Saturday, March 04, 2006

Follow The GM Business Model

General Motors is in the news because of its financial difficulty and the possibility that it will file for bankruptcy. In many of the reports that the mainstream media has presented, the employees and retirees have become the villain and the de facto reason for the financial difficulties. Additionally, management is criticized for having given such "luxurious" compensation packages to the employees over the course of the company’s history. These reports are wrong, and it is time that pundits stop criticizing GM for its past decisions, especially those which were supposedly beneficial for the employees.

At its height, GM management obviously believed that since it was doing so well it owed a great deal of its success to the employees and that the employees should share in the rewards that the company was banking. There is nothing wrong with this idea. In fact, more companies need to embrace the idea that its success cannot occur without the workers getting decent wages stabile health benefits and job security. The better the employees are treated, the less likely they will be to leave and the more likely that the experienced work force will ensure that quality product is built. Without a happy workforce, a company cannot succeed.

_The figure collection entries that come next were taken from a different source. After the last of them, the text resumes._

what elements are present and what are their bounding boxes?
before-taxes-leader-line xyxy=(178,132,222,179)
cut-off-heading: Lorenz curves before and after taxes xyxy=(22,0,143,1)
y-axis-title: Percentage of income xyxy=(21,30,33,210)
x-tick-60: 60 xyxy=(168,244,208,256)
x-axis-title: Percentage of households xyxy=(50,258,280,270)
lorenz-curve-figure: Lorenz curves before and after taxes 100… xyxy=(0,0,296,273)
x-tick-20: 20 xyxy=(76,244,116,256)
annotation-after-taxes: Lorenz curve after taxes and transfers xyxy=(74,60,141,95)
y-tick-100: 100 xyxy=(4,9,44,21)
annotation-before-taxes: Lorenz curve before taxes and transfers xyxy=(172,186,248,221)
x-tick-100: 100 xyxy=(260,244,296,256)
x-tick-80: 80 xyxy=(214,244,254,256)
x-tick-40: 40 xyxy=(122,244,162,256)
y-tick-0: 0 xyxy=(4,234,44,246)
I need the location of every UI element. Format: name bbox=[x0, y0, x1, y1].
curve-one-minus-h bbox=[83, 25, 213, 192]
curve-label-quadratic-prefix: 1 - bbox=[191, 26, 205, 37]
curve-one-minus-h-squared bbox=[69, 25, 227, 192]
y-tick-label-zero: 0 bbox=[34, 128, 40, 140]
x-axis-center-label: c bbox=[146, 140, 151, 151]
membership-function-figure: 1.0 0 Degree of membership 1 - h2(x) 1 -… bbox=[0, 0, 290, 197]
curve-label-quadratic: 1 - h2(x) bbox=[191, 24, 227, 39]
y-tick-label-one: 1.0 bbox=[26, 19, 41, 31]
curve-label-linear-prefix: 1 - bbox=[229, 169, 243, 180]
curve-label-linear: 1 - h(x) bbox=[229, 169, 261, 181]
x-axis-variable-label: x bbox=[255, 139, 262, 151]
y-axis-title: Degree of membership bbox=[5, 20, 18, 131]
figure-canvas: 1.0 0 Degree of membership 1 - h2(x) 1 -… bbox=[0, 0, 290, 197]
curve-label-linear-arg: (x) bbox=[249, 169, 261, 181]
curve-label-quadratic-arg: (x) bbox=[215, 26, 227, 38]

Ensuring that the employees are well compensated through wages and benefits is more important today than it has ever been. With CEO wages 450 times that of the average worker, the employees are becoming more resentful of those who are above them. This was evident when Northwest Airlines’ unions took pay cuts, which they were told were in the best interest of the company, but balked when management gave itself huge bonuses the next day. The mentality that workers do not care about the inequities in their pay verses their supervisors or upper management has to end. It is time that the rewards stop going only to the top, the workers who are the backbone of the company need to receive their just rewards.

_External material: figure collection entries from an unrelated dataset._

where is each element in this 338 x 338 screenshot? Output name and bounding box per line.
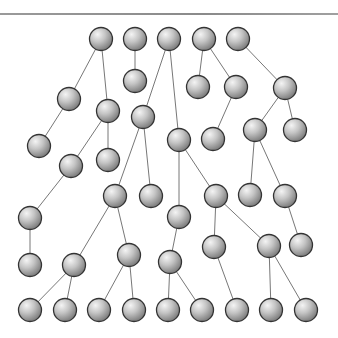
tree-node-20	[104, 185, 127, 208]
tree-node-8	[97, 100, 120, 123]
tree-node-6	[124, 70, 147, 93]
tree-node-40	[226, 299, 249, 322]
tree-node-38	[157, 299, 180, 322]
tree-node-30	[19, 254, 42, 277]
tree-node-16	[202, 128, 225, 151]
tree-node-27	[203, 236, 226, 259]
tree-node-24	[274, 185, 297, 208]
tree-node-5	[227, 28, 250, 51]
tree-node-26	[168, 206, 191, 229]
tree-node-37	[123, 299, 146, 322]
tree-node-17	[244, 119, 267, 142]
tree-node-12	[274, 77, 297, 100]
tree-node-31	[63, 254, 86, 277]
tree-node-22	[205, 185, 228, 208]
tree-node-1	[90, 28, 113, 51]
tree-node-4	[193, 28, 216, 51]
tree-node-15	[168, 129, 191, 152]
edge-3-9	[143, 39, 169, 117]
tree-node-33	[159, 251, 182, 274]
tree-node-39	[191, 299, 214, 322]
tree-node-13	[28, 135, 51, 158]
tree-node-34	[19, 299, 42, 322]
tree-node-21	[140, 185, 163, 208]
tree-node-35	[54, 299, 77, 322]
tree-node-42	[295, 299, 318, 322]
tree-node-11	[225, 76, 248, 99]
tree-node-3	[158, 28, 181, 51]
tree-node-18	[284, 119, 307, 142]
tree-node-41	[260, 299, 283, 322]
tree-node-36	[88, 299, 111, 322]
tree-node-9	[132, 106, 155, 129]
tree-node-29	[290, 234, 313, 257]
tree-node-23	[239, 184, 262, 207]
tree-node-32	[118, 244, 141, 267]
tree-node-25	[19, 207, 42, 230]
tree-node-2	[124, 28, 147, 51]
tree-node-10	[187, 76, 210, 99]
tree-forest-diagram	[0, 0, 338, 338]
tree-node-14	[97, 149, 120, 172]
nodes-layer	[19, 28, 318, 322]
edge-3-15	[169, 39, 179, 140]
tree-node-19	[60, 155, 83, 178]
tree-node-7	[58, 88, 81, 111]
tree-node-28	[258, 235, 281, 258]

GM’s problems are not a result of "lavish" employment agreements. The retirement packages that are discussed and the "high pay" for workers, and the health insurance for all employees has not resulted in GM facing bankruptcy. These problems are largely based upon poor marketing and product decisions made by the high paid managers. Companies should pay their workers $20.00 per hour, which is what the average GM worker makes. That is only $40,000 per year. Such an income only places a person in the 40th percentile of the average incomes in the nation. In other words, 60% of the rest of the nation’s workers make more than GM’s average worker. $20/hour is not lavish; it is merely a middle class wage, and paying someone a middle class income cannot be deemed unreasonable or lavish.

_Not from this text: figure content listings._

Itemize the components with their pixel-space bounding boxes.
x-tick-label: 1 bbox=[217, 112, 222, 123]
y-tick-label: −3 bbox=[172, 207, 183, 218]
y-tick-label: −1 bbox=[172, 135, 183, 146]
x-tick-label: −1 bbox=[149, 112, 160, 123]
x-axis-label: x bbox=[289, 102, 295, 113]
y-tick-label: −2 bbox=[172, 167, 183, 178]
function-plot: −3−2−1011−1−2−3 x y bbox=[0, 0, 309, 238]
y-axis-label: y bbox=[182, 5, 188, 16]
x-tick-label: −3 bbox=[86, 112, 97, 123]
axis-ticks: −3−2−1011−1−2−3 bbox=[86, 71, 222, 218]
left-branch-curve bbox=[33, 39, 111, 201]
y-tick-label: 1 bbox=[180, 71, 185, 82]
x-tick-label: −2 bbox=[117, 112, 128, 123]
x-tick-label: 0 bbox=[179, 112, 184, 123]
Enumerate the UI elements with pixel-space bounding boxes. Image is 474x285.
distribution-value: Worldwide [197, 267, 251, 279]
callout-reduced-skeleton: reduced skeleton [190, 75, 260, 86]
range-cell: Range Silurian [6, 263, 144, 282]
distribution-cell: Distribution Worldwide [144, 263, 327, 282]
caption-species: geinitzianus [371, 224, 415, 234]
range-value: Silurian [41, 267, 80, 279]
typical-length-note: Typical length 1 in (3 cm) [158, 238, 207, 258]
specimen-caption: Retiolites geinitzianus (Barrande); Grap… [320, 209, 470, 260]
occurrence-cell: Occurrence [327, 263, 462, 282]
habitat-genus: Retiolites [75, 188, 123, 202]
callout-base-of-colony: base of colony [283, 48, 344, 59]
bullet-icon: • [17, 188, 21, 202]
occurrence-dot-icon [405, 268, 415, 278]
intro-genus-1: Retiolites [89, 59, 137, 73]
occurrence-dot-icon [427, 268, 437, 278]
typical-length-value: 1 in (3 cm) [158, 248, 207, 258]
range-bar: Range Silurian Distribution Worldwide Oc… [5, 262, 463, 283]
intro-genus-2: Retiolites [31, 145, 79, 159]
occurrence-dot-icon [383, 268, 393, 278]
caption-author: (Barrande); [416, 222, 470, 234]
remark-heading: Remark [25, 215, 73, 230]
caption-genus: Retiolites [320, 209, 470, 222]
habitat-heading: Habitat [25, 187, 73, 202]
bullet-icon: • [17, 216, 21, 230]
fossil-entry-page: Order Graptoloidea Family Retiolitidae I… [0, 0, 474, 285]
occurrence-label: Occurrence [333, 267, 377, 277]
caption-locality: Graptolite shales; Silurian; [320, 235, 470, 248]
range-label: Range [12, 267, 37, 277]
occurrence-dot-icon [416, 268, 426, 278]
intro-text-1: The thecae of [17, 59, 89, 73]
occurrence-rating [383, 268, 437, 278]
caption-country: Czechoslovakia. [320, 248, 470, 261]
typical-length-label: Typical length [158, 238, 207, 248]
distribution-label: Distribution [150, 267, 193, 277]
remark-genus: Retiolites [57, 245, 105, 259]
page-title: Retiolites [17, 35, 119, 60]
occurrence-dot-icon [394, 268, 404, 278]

Also, it is time that companies start accepting the obligation of providing retiree health care. Federal and state government administrations are drastically cutting Medicare and Medicaid funding. Unless universal health care is established, employers are going to have to take on the obligation for retiree health insurance if for no other reason than to encourage people to retire. As employees grow older, they will be more prone to get sick and need additional medication. If they do not have access to medical health insurance, they may be unwilling or unable to retire because they know they will not be able to afford their healthcare costs. Thus, the more it appears that Medicare and Medicaid will go defunct, the more important it will become that employers take on the responsibility of providing such coverage.

GM was way ahead of the curve on all of these issues. It provided its employees middle class wages. It promised that its employees would be able to retire and have an good income and it promised that it would provide retiree health insurance. All of these commitments are necessary in order for a company to show that it is interested in the well being of the employees. The more the company looks to the employee’s well being, the more the employees will look out for the company’s best interests- thereby creating greater profits for the company. This is the synergy that is necessary to ensure a prosperous and health business.

It is time to start praising GM for understanding this necessity and praise it for standing by its obligations even as it continues to face financial difficulty.